A Southwest Airlines flight on approach to Phoenix Sky Harbor International Airport (PHX) was struck by a green laser on the evening of May 9, 2026, at approximately 6:30 p.m. local time and roughly 4,000 feet AGL. The FAA confirmed the incident, which illuminated the cockpit during a critical phase of flight. No injuries were reported among crew or passengers, and the aircraft landed without incident. The strike is consistent with the high-powered green lasers — typically operating near 532 nm wavelength — that dominate reported incidents nationwide due to their visible range and accessible consumer price point.
The operational significance of a strike at 4,000 feet AGL on approach cannot be understated for working pilots. That altitude places a crew squarely in the terminal environment: gear likely down or in transit, flaps extended, power reduced, and crew workload elevated as they manage approach briefings, ATC communications, and ATIS updates. A sudden cockpit flash at that moment introduces the immediate risk of flash blindness or temporary loss of visual acuity, and in a two-pilot operation, even partial incapacitation of one crew member shifts the full instrument scan and communications load to the other. The incident underscores why FAA guidance emphasizes crew coordination and the use of laser-protective visors, particularly at high-risk airports during evening approaches when ground-to-aircraft laser geometry is most favorable for the offender.
Phoenix Sky Harbor ranks second nationally in laser strike frequency, a distinction tied directly to the airport's dense surrounding urban environment, relatively low approach altitudes over populated corridors, and Arizona's year-round VFR flying conditions that sustain high traffic volume. Arizona recorded 574 strikes in 2025 — a 4% increase over 2024's 550 — placing the state fifth highest in the U.S. despite national totals trending downward roughly 14% from 2024 to 2025. For Part 121 carriers like Southwest operating high-frequency short-haul operations into PHX, the statistical exposure is compounded: more daily approaches into a high-risk airport means higher cumulative crew exposure over any given month.
The legal framework surrounding laser strikes is robust but enforcement remains challenging. Under 18 U.S.C. § 39A, aiming a laser at an aircraft is a federal crime, with FAA civil penalties reaching $11,000 per violation and up to $30,800 for multiple violations. FBI and DOJ prosecution have accelerated in recent years, aided by improved triangulation methods using flight data and ground witness coordination. The 1-866-TELL-FAA reporting line remains the primary intake mechanism, and timely crew reports — logged with precise time, heading, and position — are critical to enabling law enforcement triangulation. Despite high-profile prosecutions, consumer laser accessibility continues to sustain incident volumes well above pre-2010 baselines, suggesting enforcement alone is insufficient as a deterrent.

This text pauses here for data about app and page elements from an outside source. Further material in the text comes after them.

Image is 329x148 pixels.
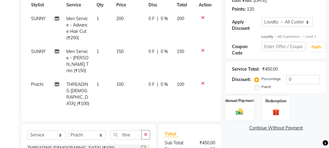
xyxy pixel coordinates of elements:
span: 0 F [149,16,155,22]
label: Fixed [262,84,271,90]
span: 0 F [149,81,155,88]
span: 150 [116,49,124,54]
div: Coupon Code [232,44,261,56]
span: Total [165,131,179,137]
span: 150 [177,49,184,54]
span: | [157,16,158,22]
span: | [157,81,158,88]
span: SUNNY [31,49,46,54]
span: 0 F [149,48,155,55]
span: Prachi [31,82,43,87]
span: SUNNY [31,16,46,21]
div: All Customers → Level 1 [262,34,320,39]
div: 120 [247,6,254,12]
span: 100 [177,82,184,87]
label: Percentage [262,76,281,82]
span: 0 % [161,48,168,55]
div: Apply Discount [232,19,261,32]
span: | [157,48,158,55]
span: 1 [97,16,99,21]
button: Apply [308,42,325,52]
div: Sub Total: [160,140,190,146]
label: Redemption [266,98,287,104]
img: _cash.svg [234,108,246,116]
span: 200 [177,16,184,21]
span: Men Service - Advance Hair Cut (₹200) [66,16,88,41]
div: ₹450.00 [190,140,220,146]
span: Men Service - [PERSON_NAME] Trim (₹150) [66,49,88,73]
strong: Loyalty → [262,34,278,39]
span: 100 [116,82,124,87]
span: 0 % [161,16,168,22]
div: Points: [232,6,246,12]
div: Discount: [232,76,251,83]
input: Enter Offer / Coupon Code [262,42,306,51]
div: Service Total: [232,66,260,73]
span: 0 % [161,81,168,88]
img: _gift.svg [271,108,282,116]
a: Continue Without Payment [227,125,325,131]
input: Search or Scan [111,130,142,140]
span: 200 [116,16,124,21]
div: ₹450.00 [262,66,278,73]
span: 1 [97,82,99,87]
span: 1 [97,49,99,54]
span: THREADING [DEMOGRAPHIC_DATA] (₹100) [66,82,89,106]
label: Manual Payment [225,98,255,104]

For corporate and business aviation operators flying into PHX on Part 91, 91K, or 135 certificates, this incident serves as a practical reminder to include laser strike protocols in approach briefings on Southwest-facing routes into the airport. Crew should know the applicable reporting number, understand that medical evaluation is advisable after any direct cockpit illumination, and be familiar with the laser visor equipment available in their aircraft type. Flight departments operating in the Phoenix basin at twilight or evening hours should treat laser exposure as a realistic planning consideration rather than a remote contingency — the frequency data at PHX makes it a probabilistic near-certainty over a long enough operational timeline.